Monday, September 07, 2009

"A Torah Portion Of Old Age and Sound Advice"

Wow. I just read a piece. Wow. It's about something I think about all the time: time. It's filled with phrases that explode in your head a second after you read them like literary Pop Rocks ("a fugue for the wisdom of the old playing softly against the stentorian symphonies of youth"). And it's a dvar Torah (sic) which works in the straight Torah and a chidush - that rings true to me - to boot. Liel Leibovitz paints a vivid picture of an old woman named Francis and then organically mentions an old man named Moshe.
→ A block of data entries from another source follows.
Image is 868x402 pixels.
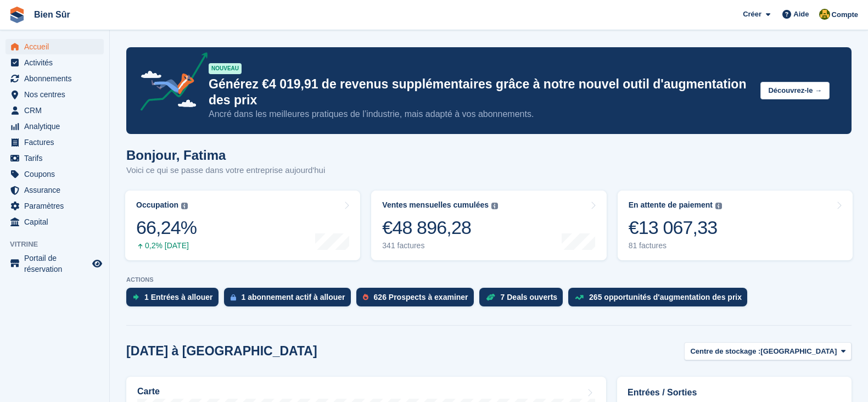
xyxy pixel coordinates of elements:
a: menu [5,103,104,118]
span: Aide [794,9,809,19]
span: Vitrine [10,239,109,250]
h2: Entrées / Sorties [627,386,842,400]
a: Boutique d'aperçu [90,257,104,270]
button: Centre de stockage : [GEOGRAPHIC_DATA] [684,343,852,361]
span: Accueil [24,39,90,55]
span: Abonnements [24,71,90,86]
a: menu [5,214,104,230]
div: 66,24% [136,217,197,239]
p: Générez €4 019,91 de revenus supplémentaires grâce à notre nouvel outil d'augmentation des prix [209,76,752,108]
div: NOUVEAU [209,63,241,74]
p: Voici ce qui se passe dans votre entreprise aujourd'hui [126,164,325,177]
div: 626 Prospects à examiner [374,293,469,302]
a: menu [5,118,104,134]
a: 265 opportunités d'augmentation des prix [568,288,753,312]
div: Occupation [136,201,178,210]
div: 81 factures [629,242,722,251]
a: menu [5,86,104,102]
img: prospect-51fa495bee0391a8d652442698ab0144808aea92771e9ea1ae160a38d050c398.svg [363,294,368,301]
div: 1 abonnement actif à allouer [241,293,346,302]
div: Ventes mensuelles cumulées [382,201,489,210]
a: 7 Deals ouverts [480,288,569,312]
span: CRM [24,103,90,118]
img: icon-info-grey-7440780725fd019a000dd9b08b2336e03edf1995a4989e88bcd33f0948082b44.svg [715,203,722,210]
a: menu [5,71,104,86]
span: Assurance [24,182,90,198]
span: Factures [24,135,90,150]
span: [GEOGRAPHIC_DATA] [761,346,837,358]
span: Compte [832,9,859,20]
p: Ancré dans les meilleures pratiques de l’industrie, mais adapté à vos abonnements. [209,108,752,121]
a: menu [5,39,104,55]
div: 7 Deals ouverts [501,293,558,302]
h1: Bonjour, Fatima [126,148,325,163]
a: En attente de paiement €13 067,33 81 factures [618,191,853,260]
div: 0,2% [DATE] [136,242,197,251]
img: icon-info-grey-7440780725fd019a000dd9b08b2336e03edf1995a4989e88bcd33f0948082b44.svg [181,203,188,210]
img: deal-1b604bf984904fb50ccaf53a9ad4b4a5d6e5aea283cecdc64d6e3604feb123c2.svg [486,294,495,302]
span: Capital [24,214,90,230]
a: menu [5,199,104,213]
a: menu [5,182,104,198]
span: Coupons [24,167,90,182]
div: En attente de paiement [629,201,713,210]
span: Activités [24,55,90,70]
a: menu [5,135,104,150]
button: Découvrez-le → [761,82,830,100]
span: Tarifs [24,150,90,166]
div: 265 opportunités d'augmentation des prix [589,293,742,302]
img: active_subscription_to_allocate_icon-d502201f5373d7db506a760aba3b589e785aa758c864c3986d89f69b8ff3... [230,294,236,302]
a: 1 Entrées à allouer [126,288,224,312]
div: €48 896,28 [382,217,498,239]
img: price_increase_opportunities-93ffe204e8149a01c8c9dc8f82e8f89637d9d84a8eef4429ea346261dce0b2c0.svg [575,295,584,300]
span: Analytique [24,118,90,134]
span: Paramètres [24,199,90,213]
a: menu [5,55,104,70]
img: move_ins_to_allocate_icon-fdf77a2bb77ea45bf5b3d319d69a93e2d87916cf1d5bf7949dd705db3b84f3ca.svg [133,294,139,301]
h2: [DATE] à [GEOGRAPHIC_DATA] [126,344,318,359]
div: 341 factures [382,242,498,251]
a: Bien Sûr [30,5,75,23]
span: Portail de réservation [24,253,90,275]
span: Centre de stockage : [691,346,761,358]
a: Ventes mensuelles cumulées €48 896,28 341 factures [371,191,606,260]
img: Fatima Kelaaoui [820,9,831,19]
div: €13 067,33 [629,217,722,239]
a: 1 abonnement actif à allouer [224,288,357,312]
span: Nos centres [24,86,90,102]
div: 1 Entrées à allouer [145,293,213,302]
img: icon-info-grey-7440780725fd019a000dd9b08b2336e03edf1995a4989e88bcd33f0948082b44.svg [491,203,498,210]
p: ACTIONS [126,277,852,284]
a: 626 Prospects à examiner [357,288,480,312]
span: Créer [743,9,762,19]
a: menu [5,253,104,275]
a: menu [5,167,104,182]
a: Occupation 66,24% 0,2% [DATE] [125,191,360,260]
img: stora-icon-8386f47178a22dfd0bd8f6a31ec36ba5ce8667c1dd55bd0f319d3a0aa187defe.svg [9,6,25,23]
img: price-adjustments-announcement-icon-8257ccfd72463d97f412b2fc003d46551f7dbcb40ab6d574587a9cd5c0d94... [132,52,208,115]
a: menu [5,150,104,166]
h2: Carte [137,387,160,397]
This piece blew me away.

Youth No More

by Liel Leibovitz

"My next-door neighbor, Frances, cast her first ballot in 1920. She was among the approximately one million women in New York State who celebrated the suffrage movement’s monumental victory that year by participating in the electoral process for the first time in American history. She had voted, she told me, for the socialist Eugene Debs; it was the only time in her life she hadn’t given her voice to the Democratic Party’s candidate. Frances shared that story with me a few days after John Kerry’s defeat in the 2004 election, and I could swear by her look that she still felt a little awkward about having wasted her vote." CLICK FOR FULL ESSAY.

2 Comments:

Anonymous Anonymous said...

Thanks for the link. Nice essay and an interesting magazine. I had not seen it before.

September 7, 2009 at 8:40 PM  
Blogger rabbi neil fleischmann said...

Yeah, I love this piece. And I think the venue has a lot of interesting stuff in it, including the essays I posted of Jordana Horn and of Esther Schor, two posts down.